IRS Seizes Another Silk Road Hacker’s $3.36 Billion Bitcoin Stash
The legendary dark-web market for drugs known as the Silk Road was designed to be an anarchic underworld economy that evaded all government control. Instead, years after it was torn offline, it’s proven to be the IRS’s gift that keeps on giving.
On Monday, the US Department of Justice announced that a Georgia man named James Zhong has pleaded guilty to wire fraud nine years after stealing more than 50,000 bitcoins from the Silk Road. As part of his plea agreement, Zhong has forfeited that massive stash of bitcoins to the DOJ—a sum that, at the time of the coins’ seizure in late 2021, would have been the biggest-ever Justice Department seizure not only of cryptocurrency but of currency of any kind. The bitcoins were ultimately found stored on what’s described in court records as a “single-board computer” hidden in a popcorn can, along with more than $600,000 in cash and precious metals, all held in a safe under the floorboards of a bathroom closet in Zhong’s home.
The newly revealed case represents yet another notch in the belt for IRS Criminal Investigations, or IRS-CI, which over the past several years has used—very often in partnership with blockchain analysis firm Chainalysis—cryptocurrency tracing techniques that have led to record-breaking troves of ill-gotten bitcoins and to the alleged hackers and money launderers who amassed them. In fact, Zhong is the second Silk Road hacker to turn over a billion-dollar cache of coins to the IRS-CI, after another unnamed individual agreed the previous year to forfeit nearly 70,000 bitcoins he’d stolen from the drug market—a record-breaking, even larger collection of coins that was worth $1 billion at Bitcoin’s lower exchange rate at the time. Both those records were again broken earlier this year by IRS-CI’s case against two alleged money launderers in New York accused of pocketing $4.5 billion in cryptocurrency stolen from the Bitfinex exchange.
“Thanks to state-of-the-art cryptocurrency tracing and good old-fashioned police work, law enforcement located and recovered this impressive cache of crime proceeds,” wrote US Attorney Damian Williams, a prosecutor for the Southern District of New York, in a statement about the latest indictment and 10-figure seizure. “This case shows that we won’t stop following the money, no matter how expertly hidden, even to a circuit board in the bottom of a popcorn tin.”
The hidden safe where investigators found a popcorn tin containing a storage device with Zhong’s $3.36 billion in Bitcoin.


* Exercise goal:
Look through the data and write out every line with the word "value" in it.

Figure record listings
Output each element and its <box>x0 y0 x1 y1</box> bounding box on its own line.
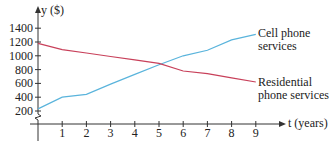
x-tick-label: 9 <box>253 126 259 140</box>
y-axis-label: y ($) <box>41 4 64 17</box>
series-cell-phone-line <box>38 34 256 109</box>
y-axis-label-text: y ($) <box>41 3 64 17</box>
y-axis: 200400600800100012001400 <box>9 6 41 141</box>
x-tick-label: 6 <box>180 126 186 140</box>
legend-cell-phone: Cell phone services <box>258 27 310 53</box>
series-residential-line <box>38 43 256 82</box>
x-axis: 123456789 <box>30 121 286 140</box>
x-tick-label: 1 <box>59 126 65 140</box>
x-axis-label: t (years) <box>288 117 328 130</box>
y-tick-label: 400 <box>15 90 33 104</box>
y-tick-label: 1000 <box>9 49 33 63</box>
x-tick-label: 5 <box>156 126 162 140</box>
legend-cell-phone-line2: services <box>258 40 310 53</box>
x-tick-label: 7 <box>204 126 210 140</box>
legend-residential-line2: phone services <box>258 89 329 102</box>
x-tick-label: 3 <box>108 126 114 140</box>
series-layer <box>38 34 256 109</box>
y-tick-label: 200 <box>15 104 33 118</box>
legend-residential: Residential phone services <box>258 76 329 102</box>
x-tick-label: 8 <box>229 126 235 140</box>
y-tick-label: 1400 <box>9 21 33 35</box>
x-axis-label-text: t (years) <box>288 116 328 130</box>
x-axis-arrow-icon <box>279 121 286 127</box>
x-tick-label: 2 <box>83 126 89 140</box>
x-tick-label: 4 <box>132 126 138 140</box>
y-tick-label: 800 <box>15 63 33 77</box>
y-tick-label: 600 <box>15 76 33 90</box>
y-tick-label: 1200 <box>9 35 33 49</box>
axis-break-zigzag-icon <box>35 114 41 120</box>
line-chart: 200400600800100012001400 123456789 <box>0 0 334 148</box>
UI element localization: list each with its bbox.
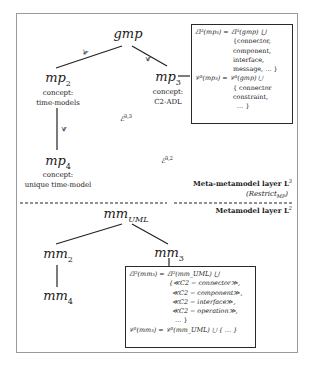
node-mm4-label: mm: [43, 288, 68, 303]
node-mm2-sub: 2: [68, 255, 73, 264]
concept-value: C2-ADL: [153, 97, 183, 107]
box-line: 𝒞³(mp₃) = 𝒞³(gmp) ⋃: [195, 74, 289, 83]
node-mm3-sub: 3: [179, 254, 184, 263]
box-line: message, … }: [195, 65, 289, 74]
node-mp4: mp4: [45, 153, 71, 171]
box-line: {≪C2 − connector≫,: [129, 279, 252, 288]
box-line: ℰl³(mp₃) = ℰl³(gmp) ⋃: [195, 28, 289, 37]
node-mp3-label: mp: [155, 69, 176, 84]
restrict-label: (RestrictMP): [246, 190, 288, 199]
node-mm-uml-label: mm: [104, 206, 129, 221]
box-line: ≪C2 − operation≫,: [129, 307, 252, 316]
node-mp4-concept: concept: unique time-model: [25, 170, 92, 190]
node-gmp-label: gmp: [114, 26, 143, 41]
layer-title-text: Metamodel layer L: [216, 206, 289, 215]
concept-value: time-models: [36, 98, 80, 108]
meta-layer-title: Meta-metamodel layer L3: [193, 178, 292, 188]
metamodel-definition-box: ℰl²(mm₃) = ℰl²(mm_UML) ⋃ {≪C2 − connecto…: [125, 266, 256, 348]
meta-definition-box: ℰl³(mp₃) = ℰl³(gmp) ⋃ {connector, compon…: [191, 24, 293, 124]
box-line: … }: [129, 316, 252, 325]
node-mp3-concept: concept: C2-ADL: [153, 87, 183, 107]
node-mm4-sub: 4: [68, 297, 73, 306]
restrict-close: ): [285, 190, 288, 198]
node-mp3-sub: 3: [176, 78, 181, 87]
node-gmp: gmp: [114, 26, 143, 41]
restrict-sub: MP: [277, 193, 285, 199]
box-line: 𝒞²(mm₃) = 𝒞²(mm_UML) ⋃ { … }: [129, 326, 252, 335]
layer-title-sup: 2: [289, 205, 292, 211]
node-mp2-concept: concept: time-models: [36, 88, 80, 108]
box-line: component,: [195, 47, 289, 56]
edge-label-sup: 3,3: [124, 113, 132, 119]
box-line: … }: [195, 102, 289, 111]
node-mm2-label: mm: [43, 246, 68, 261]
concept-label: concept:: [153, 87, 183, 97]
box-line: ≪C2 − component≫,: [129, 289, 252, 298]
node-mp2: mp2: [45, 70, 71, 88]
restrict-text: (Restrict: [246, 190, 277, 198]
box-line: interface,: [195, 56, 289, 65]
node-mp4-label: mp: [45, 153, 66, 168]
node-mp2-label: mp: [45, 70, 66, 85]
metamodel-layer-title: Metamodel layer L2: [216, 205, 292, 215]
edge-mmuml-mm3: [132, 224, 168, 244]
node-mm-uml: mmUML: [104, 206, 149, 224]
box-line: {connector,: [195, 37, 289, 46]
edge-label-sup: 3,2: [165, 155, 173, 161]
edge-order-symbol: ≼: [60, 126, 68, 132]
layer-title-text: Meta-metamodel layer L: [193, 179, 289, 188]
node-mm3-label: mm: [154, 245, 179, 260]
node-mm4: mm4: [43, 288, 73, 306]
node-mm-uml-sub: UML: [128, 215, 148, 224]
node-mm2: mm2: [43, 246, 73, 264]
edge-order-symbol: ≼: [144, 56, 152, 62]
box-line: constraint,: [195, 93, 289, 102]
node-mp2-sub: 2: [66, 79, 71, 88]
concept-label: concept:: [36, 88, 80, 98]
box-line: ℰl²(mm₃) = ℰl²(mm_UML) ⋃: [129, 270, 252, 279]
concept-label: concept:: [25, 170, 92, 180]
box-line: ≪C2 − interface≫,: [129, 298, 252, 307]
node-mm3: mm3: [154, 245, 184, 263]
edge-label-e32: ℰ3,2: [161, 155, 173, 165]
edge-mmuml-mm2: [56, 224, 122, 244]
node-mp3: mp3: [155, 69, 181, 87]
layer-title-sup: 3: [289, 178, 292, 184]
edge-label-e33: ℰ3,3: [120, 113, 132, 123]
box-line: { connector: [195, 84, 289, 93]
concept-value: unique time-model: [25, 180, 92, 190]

* Result for this exercise:
concept-value: C2-ADL: [153, 97, 183, 107]
concept-value: time-models: [36, 98, 80, 108]
concept-value: unique time-model: [25, 180, 92, 190]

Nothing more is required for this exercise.